A DVD will always install whatever OS is on it. When you you boot to Internet Recovery Mode, it first looks to the hidden partition on the drive and will install that same version of OS. If that partition is missing (which we already know it is), it drops back to Lion.
And that can depend on the model. We have a Mac Mini that shipped with Snow Leopard that has a firmware update available for it that would add the ability to do an Internet Recovery Mode startup. However, it then also makes it impossible to install Snow Leopard from its own original disks! So that firmware update is NEVER gonna' happen on this Mac since the entire reason for purchasing it was to run PowerPC scanner software that is highly unlikely to ever be updated to an Intel native version.
It would appear then that your Mac has had a firmware update applied to it that allows Internet Startup Mode. Or, since any Mid 2010 models sold in early 2011 were so close to the switch at Apple from Snow Leopard to Lion, it may have been built with the firmware for Lion capability, but shipped with Snow Leopard disks anyway. But that's strictly a guess. Our mid 2010 Mac Pro was purchased early 2011 to get one of the last ones that shipped with Snow Leopard, but it has no Internet Recovery Mode ability.
So I can't quite be sure what's going on with your Mac. That it stopped at about the same point can suggest various problems. One being the DVD has something wrong with it. Two, the optical drive has a problem - but stopping at the same point would be pretty unusual for a hardware issue there. Three, the hard drive may have a faulty block/sector it can't get past. To possibly fix that, you would to a single pass erase on the entire drive with Disk Utility. Any bad blocks will be mapped out. This will take a while.
Any of these may be the issue, or maybe even none of them. They're just some of the more common reasons for any computer.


About this exercise: Your job is to copy every record exactly.

The data:
▬▬▬▬▬▬▬▬▬▬

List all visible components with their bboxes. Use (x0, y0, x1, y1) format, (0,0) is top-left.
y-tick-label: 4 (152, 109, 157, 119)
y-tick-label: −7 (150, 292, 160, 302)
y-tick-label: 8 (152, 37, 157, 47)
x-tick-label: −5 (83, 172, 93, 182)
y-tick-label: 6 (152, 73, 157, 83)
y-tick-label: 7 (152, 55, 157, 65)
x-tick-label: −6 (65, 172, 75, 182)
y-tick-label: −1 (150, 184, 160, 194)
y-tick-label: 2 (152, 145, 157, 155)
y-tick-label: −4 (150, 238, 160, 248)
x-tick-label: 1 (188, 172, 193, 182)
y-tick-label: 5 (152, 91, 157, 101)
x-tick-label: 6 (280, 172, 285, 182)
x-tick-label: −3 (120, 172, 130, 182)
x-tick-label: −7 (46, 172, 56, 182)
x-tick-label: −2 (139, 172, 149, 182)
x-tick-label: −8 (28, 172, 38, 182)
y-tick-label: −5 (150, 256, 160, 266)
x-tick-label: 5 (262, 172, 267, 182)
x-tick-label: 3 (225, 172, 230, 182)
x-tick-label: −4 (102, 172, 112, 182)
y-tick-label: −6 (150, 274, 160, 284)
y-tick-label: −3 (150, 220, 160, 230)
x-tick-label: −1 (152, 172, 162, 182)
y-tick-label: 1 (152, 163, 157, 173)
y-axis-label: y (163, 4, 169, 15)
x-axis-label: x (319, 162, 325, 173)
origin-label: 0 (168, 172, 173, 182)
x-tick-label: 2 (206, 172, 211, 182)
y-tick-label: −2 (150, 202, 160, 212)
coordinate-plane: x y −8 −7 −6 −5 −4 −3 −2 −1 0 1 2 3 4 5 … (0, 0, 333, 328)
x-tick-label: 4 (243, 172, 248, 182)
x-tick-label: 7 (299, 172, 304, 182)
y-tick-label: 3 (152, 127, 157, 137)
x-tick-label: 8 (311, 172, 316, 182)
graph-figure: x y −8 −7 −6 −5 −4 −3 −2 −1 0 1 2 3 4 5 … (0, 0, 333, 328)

▬▬▬▬▬▬▬▬▬▬

Task response:
List all visible components with their bboxes. Use (x0, y0, x1, y1) format, (0,0) is top-left.
y-tick-label: 4 (152, 109, 157, 119)
y-tick-label: −7 (150, 292, 160, 302)
y-tick-label: 8 (152, 37, 157, 47)
x-tick-label: −5 (83, 172, 93, 182)
y-tick-label: 6 (152, 73, 157, 83)
y-tick-label: 7 (152, 55, 157, 65)
x-tick-label: −6 (65, 172, 75, 182)
y-tick-label: −1 (150, 184, 160, 194)
y-tick-label: 2 (152, 145, 157, 155)
y-tick-label: −4 (150, 238, 160, 248)
x-tick-label: 1 (188, 172, 193, 182)
y-tick-label: 5 (152, 91, 157, 101)
x-tick-label: 6 (280, 172, 285, 182)
x-tick-label: −3 (120, 172, 130, 182)
x-tick-label: −7 (46, 172, 56, 182)
x-tick-label: −2 (139, 172, 149, 182)
x-tick-label: −8 (28, 172, 38, 182)
y-tick-label: −5 (150, 256, 160, 266)
x-tick-label: 5 (262, 172, 267, 182)
x-tick-label: 3 (225, 172, 230, 182)
x-tick-label: −4 (102, 172, 112, 182)
y-tick-label: −6 (150, 274, 160, 284)
y-tick-label: −3 (150, 220, 160, 230)
x-tick-label: −1 (152, 172, 162, 182)
y-tick-label: 1 (152, 163, 157, 173)
y-axis-label: y (163, 4, 169, 15)
x-axis-label: x (319, 162, 325, 173)
origin-label: 0 (168, 172, 173, 182)
x-tick-label: 2 (206, 172, 211, 182)
y-tick-label: −2 (150, 202, 160, 212)
coordinate-plane: x y −8 −7 −6 −5 −4 −3 −2 −1 0 1 2 3 4 5 … (0, 0, 333, 328)
x-tick-label: 4 (243, 172, 248, 182)
x-tick-label: 7 (299, 172, 304, 182)
y-tick-label: 3 (152, 127, 157, 137)
x-tick-label: 8 (311, 172, 316, 182)
graph-figure: x y −8 −7 −6 −5 −4 −3 −2 −1 0 1 2 3 4 5 … (0, 0, 333, 328)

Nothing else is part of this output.